You might say that I’m picking on Kelly, whose most noteworthy contribution to American political discourse was her forceful argument that Santa Claus, the fictional avatar of Christmas, is white. But even if Kelly isn’t especially relevant, she is prominent, noteworthy and emblematic of conservative rhetoric in the wake of mass shootings.
Gov. Greg Abbott of Texas, to give another example, also jumped immediately to mental health and mental illness in the wake of the slaughter in Allen. “One thing we can observe very easily is that there has been a dramatic increase in the amount of anger and violence that’s taking place in America,” said Abbott, a Republican, in an interview with Fox News on Sunday. “And what Texas is doing, in a big-time way, we’re working to address that anger and violence by going to its root cause, which is addressing the mental health crisis behind it.”
After another recent shooting — the attack at a private Christian school in Nashville that killed three adults and three children — Gov. Bill Lee, a Republican, announced a plan to help place armed police officers at every school in Tennessee. “We have an obligation, I have an obligation, to do what I can and work together with leaders across this community to address people’s concerns and to protect our kids in whatever way we can,” he said.

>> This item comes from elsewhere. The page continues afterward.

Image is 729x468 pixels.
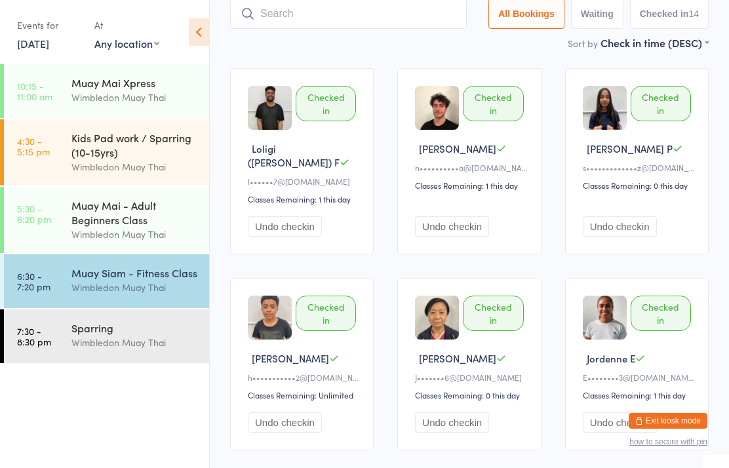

Experts on mental health and mental illness have said, repeatedly, that it is inaccurate to assert or imply that these issues are primarily responsible for the rise of mass shootings in the United States. And in a 2018 report on mass shooters from 2000 to 2013, the F.B.I. pushed back on the idea that mental illness causes mass shootings: “Absent specific evidence, careful consideration should be given to social and contextual factors that might interact with any mental health issue before concluding that an active shooting was ‘caused’ by mental illness. In short, declarations that all active shooters must simply be mentally ill are misleading and unhelpful.”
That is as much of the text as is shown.